Look back at the tops everyone cites: not one was crushed by a valuation number. In 1929, 2000, 2021, valuations had been “absurdly expensive” long before the crash — and the market climbed a great deal further anyway. Investors who time with CAPE tend to get vertigo halfway up the mountain, step off, and watch it double again. Keynes settled this long ago: “Markets can stay irrational longer than you can stay solvent.” Valuation can answer is it expensive; it cannot answer when does it fall. Taking the answer to the first question as the answer to the second is itself a serious collapse of dimensions.

None of this says valuation is useless. The opposite: valuation is an excellent mirror — it reflects the greed in the crowd, the looseness of credit, the temperature of the narrative. A CAPE of 41 tells you faithfully how much the market is paying for the future and how thin a cushion it has kept. But a mirror is for seeing yourself clearly, not a whip for beating the market. Recognizing “this is very expensive” is clarity; deducing “so it crashes now” is a different thing — the arrogance of believing you can compute the detonation point of a complex system. Real humility is admitting you cannot compute the top, and instead watching the one physical boundary that matters: is money still flowing in, and can the marginal unit of leverage still be added.

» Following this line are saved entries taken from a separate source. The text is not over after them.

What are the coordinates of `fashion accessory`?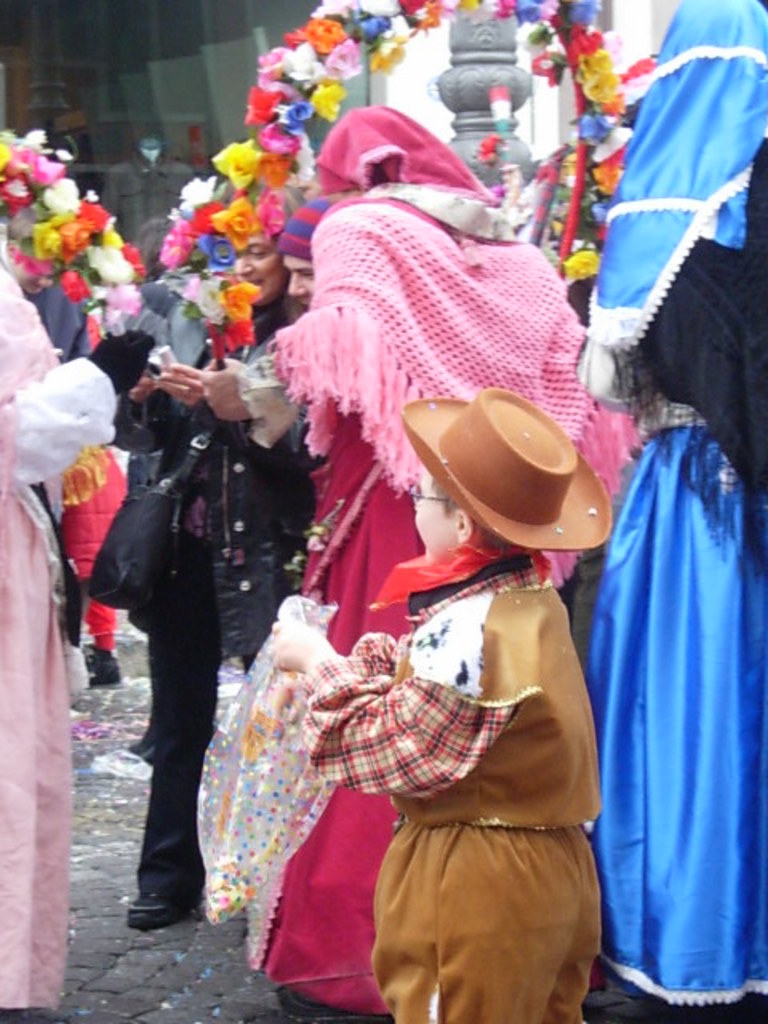
{"left": 398, "top": 389, "right": 611, "bottom": 541}.
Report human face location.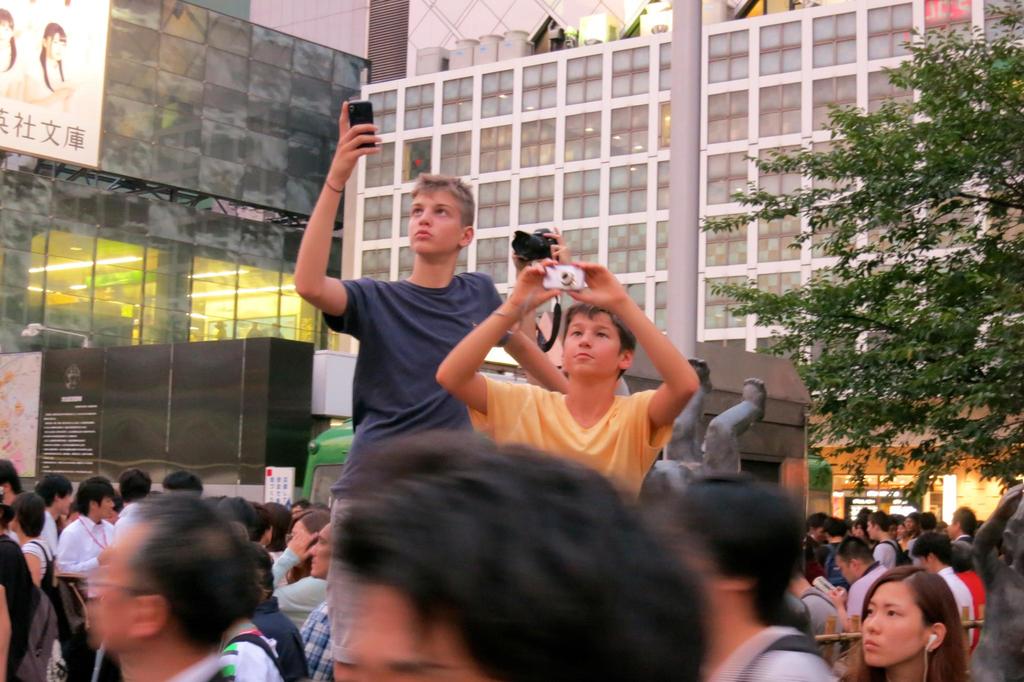
Report: 58,492,72,516.
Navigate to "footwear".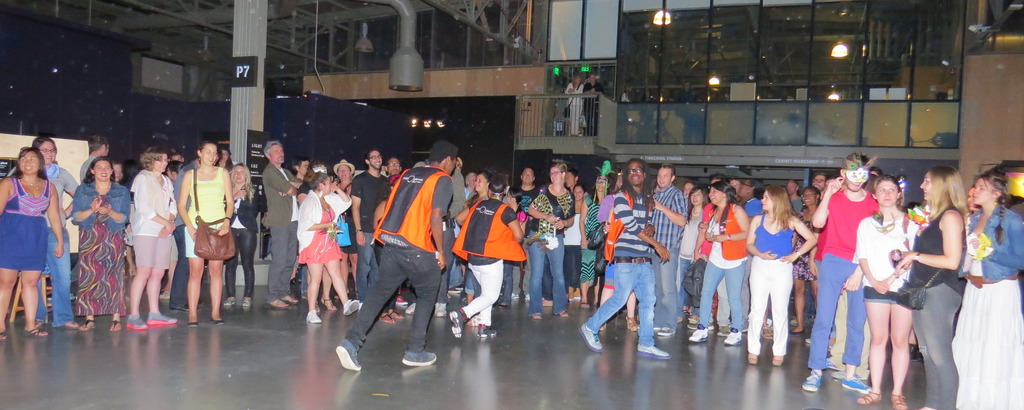
Navigation target: box=[436, 298, 449, 317].
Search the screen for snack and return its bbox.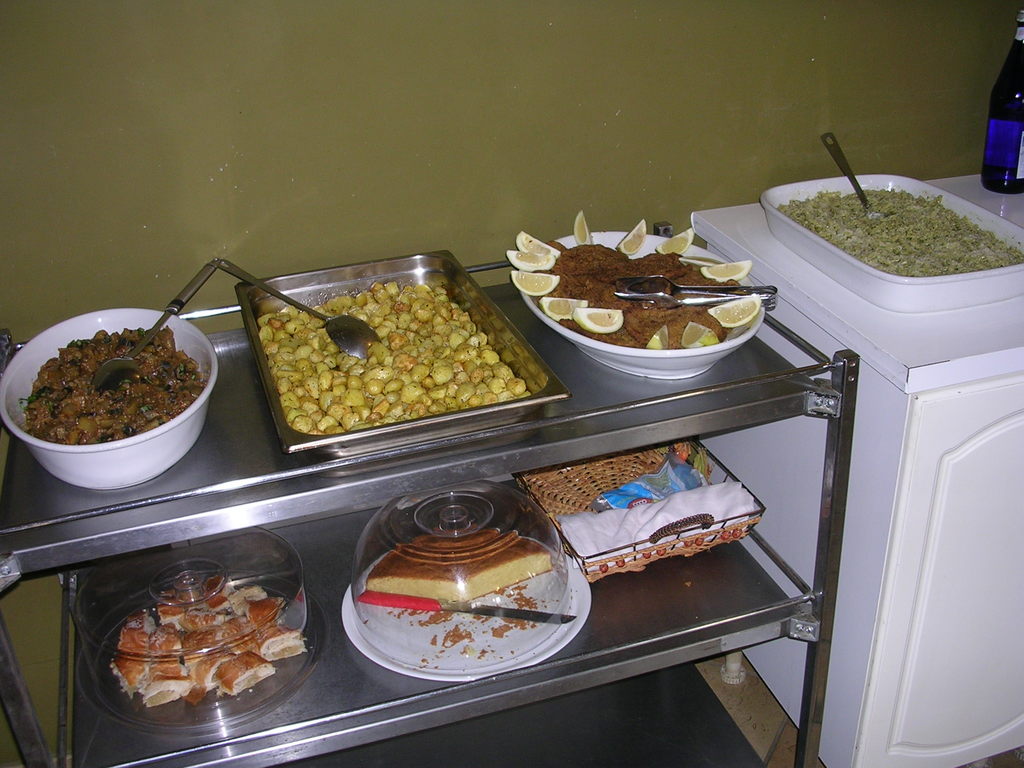
Found: BBox(502, 207, 762, 348).
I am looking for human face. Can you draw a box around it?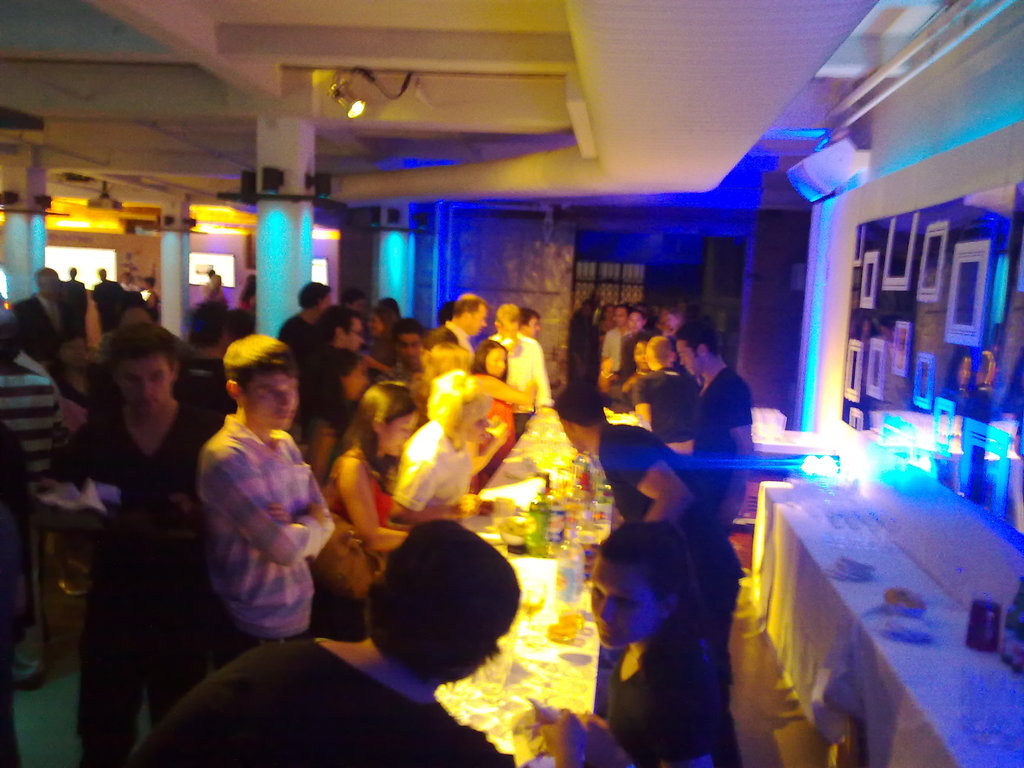
Sure, the bounding box is locate(47, 275, 62, 298).
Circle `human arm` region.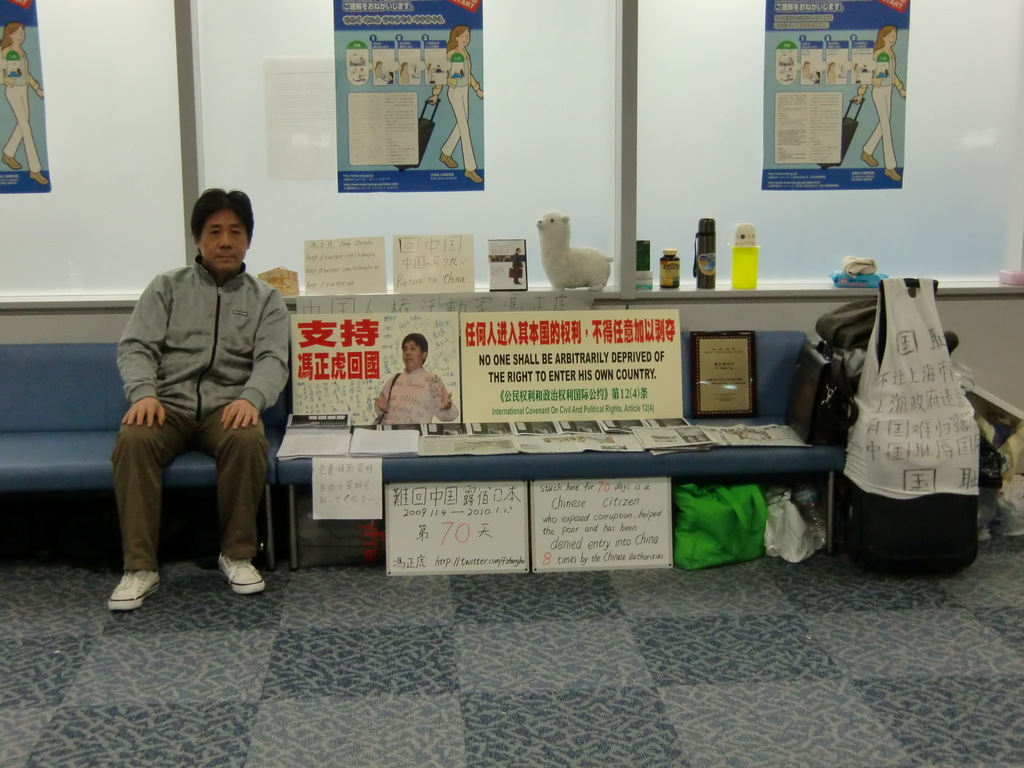
Region: 120,394,166,424.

In the end, high valuation is an effect, not a cause — a gauge of sentiment and credit expansion written into price, not a detonator that can fire itself. It crushes no one on its own. What decides life and death is always that invisible line drawn overhead — the physical limit of liquidity. Before it is breached, the most expensive market can stay expensive far longer; after it is breached, no valuation is cheap enough to catch the fall.

Valuation answers only "is it expensive," never "when does it fall"; what topples a bubble is never the price being too high — it is the money, running out.